@TulsiGabbard@jrizal1957 Tulsi and Abraham, I'm praying that the surgical team is guided by the hand of our loving God, and that He causes swift and complete healing. God bless you both!
@MorEdge_Insight@BreakerOfChains It's not just weird, it's also insane. Can a rootless tree survive? Christianity is born from Judaism. The Bible, even in the New Testament, teaches this plainly.
“The country was built by immigrants, so we should continue importing them.”
Fine. Let’s actually talk about the immigrants who built America instead of using them as a talking point every time politicians want to flood the country with more cheap labor.
Let's start with the massive waves of Italian immigration in the late 1800s and early 1900s. Millions came from poor villages in southern Italy and Sicily. They arrived to poverty, and brutal working conditions. Most worked construction, railroads, docks, sanitation, factories, and street labor. Kids sold newspapers and shined shoes. Families packed into tiny apartments and worked nonstop just to survive. Over time, they built businesses, churches, neighborhoods, restaurants, and eventually fully integrated into American life while keeping parts of their heritage.
Similar was with the Jewish immigration, especially from Eastern Europe. Jews fled pogroms, persecution, and economic misery. They came with almost nothing and worked in garment factories, pushcart vending, tailoring, shopkeeping, and small family businesses. Families squeezed into tiny apartments while parents worked insane hours. They pushed education hard, opened businesses, and climbed economically over generations. They adapted to American civic life while contributing massively to medicine, law, science, business, culture, and industry.
Greek immigrants followed a similar path. Many arrived poor and barely speaking English. They worked diners, factories, railroads, food carts, and family-run shops. Many Greek families built businesses from scratch through exhausting work and strong family structures. They preserved religion and traditions while still becoming deeply American over time.
Same goes for Irish immigrants who came during and after the potato famine. They worked some of the dirtiest and hardest jobs in the country, from canals and railroads to mining and policing. Over generations they became deeply integrated into American political, labor, police, and civic institutions.
The common thread with most historic immigrant groups was that they came into a country that expected assimilation. America didn’t bend itself entirely around them. They were expected to adapt to American norms, learn English, work, integrate, and become part of a shared national identity over time.
That’s why so many Americans reject the dishonest comparison between those immigration waves and what politicians are pushing today.
The issue isn’t immigration itself. America has always had immigrants. The issue is the incentives, the speed, and the complete collapse of the expectation that newcomers should assimilate into a shared American identity.
Previous immigrant waves mainly came through a legal system with far lower numbers, far less government dependency, and enormous pressure to adapt. Today, Americans are told that even expecting assimilation is offensive.
Meanwhile, corporations benefit from endless cheap labor, working-class wages get undercut, housing and public services get overwhelmed, and anyone who raises concerns gets smeared as xenophobic.
The real argument Americans are having isn’t whether immigrants can contribute to this country. Millions have and millions still do.
The argument is whether a nation has the right to control its borders, preserve its culture, prioritize its own citizens, and decide that endless mass migration isn’t sustainable or healthy for social cohesion.
A country is more than an economy. It is also a culture, a shared identity, and a people. Historically, immigrants came here to become part of that. Today, many politicians act as if America itself is supposed to endlessly transform around whoever arrives next.
It's time to stand up to these politicians.
Most people don’t realize this but when a Muslim becomes a Christian, it is one of the most traumatizing things a person goes through.
From all angles, emotionally and spiritually, and in some countries, even physically.
Your entire identity collapses overnight. You have to rebuild it from scratch. You have to relearn how to relate to the whole world.
Everything you were taught about God, your purpose, your worth, suddenly feels like it’s under attack.
You’re grieving who you were while trying to figure out who you are now.
That tension only gets harder with age.
That’s why so many Muslims shut down when they hear the Gospel.
It’s not rejection.
It’s self-protection.
And this is where we as believers often miss it.
We try to win arguments instead of winning a person.
But Jesus didn’t say defeat them, He said love them.
If we’re going to reach Muslims, we have to step into that tension with them.
We have to walk with them. Sit with them. Cry with them.
We have to show them that faith is not brute force, it’s family. Not just bloodlines, but a real spiritual family in Christ. When my world was shaking, it wasn’t a debate that changed me.
It was a brother who walked with me, sat with me, invited me in, and showed me the love of Christ consistently until my walls came down.
Then I asked him about his faith.
That’s what it took.
If we can be both loving and bold, we will see real revival continue.
@RealShahriqKhan This is exactly how I feel. I grieve for those precious souls forever lost. Jesus died for them, too, and He commanded us to love and pray for them! It is shameful to grieve the heart of God.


All lines in the data bearing the string "rchild" should be identified and copied.

Stored items from a collection
○ ○ ○

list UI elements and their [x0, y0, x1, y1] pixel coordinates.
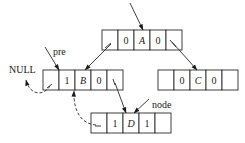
node-a-rtag: 0: [156, 35, 161, 46]
node-c-data: C: [195, 75, 202, 86]
node-d-rtag: 1: [145, 118, 150, 129]
node-c: 0 C 0: [158, 70, 238, 90]
node-b-ltag: 1: [65, 75, 70, 86]
node-b-lchild-cell: [43, 70, 59, 90]
threaded-binary-tree-diagram: 0 A 0 1 B 0 0 C 0 1 D 1: [0, 0, 245, 143]
node-b: 1 B 0: [43, 70, 123, 90]
node-a-ltag: 0: [124, 35, 129, 46]
node-a-data: A: [138, 35, 146, 46]
edge-a-to-b-arrow-icon: [85, 44, 111, 70]
root-arrow-icon: [130, 3, 143, 30]
node-d-data: D: [126, 118, 135, 129]
node-c-ltag: 0: [180, 75, 185, 86]
node-label: node: [152, 99, 172, 110]
node-b-data: B: [80, 75, 86, 86]
node-d-lchild-cell: [91, 113, 107, 133]
node-d-rchild-cell: [155, 113, 171, 133]
node-b-rtag: 0: [97, 75, 102, 86]
node-b-rchild-cell: [107, 70, 123, 90]
node-arrow-icon: [134, 99, 149, 113]
node-d-ltag: 1: [113, 118, 118, 129]
node-c-rtag: 0: [212, 75, 217, 86]
node-c-rchild-cell: [222, 70, 238, 90]
node-a-lchild-cell: [102, 30, 118, 50]
node-d: 1 D 1: [91, 113, 171, 133]
null-label: NULL: [9, 64, 36, 75]
pre-label: pre: [53, 46, 66, 57]
node-c-lchild-cell: [158, 70, 174, 90]
node-a-rchild-cell: [166, 30, 182, 50]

○ ○ ○

▶ [ANSWER TO THIS EXERCISE]
node-d-rchild-cell: [155, 113, 171, 133]
node-b-rchild-cell: [107, 70, 123, 90]
node-c-rchild-cell: [222, 70, 238, 90]
node-a-rchild-cell: [166, 30, 182, 50]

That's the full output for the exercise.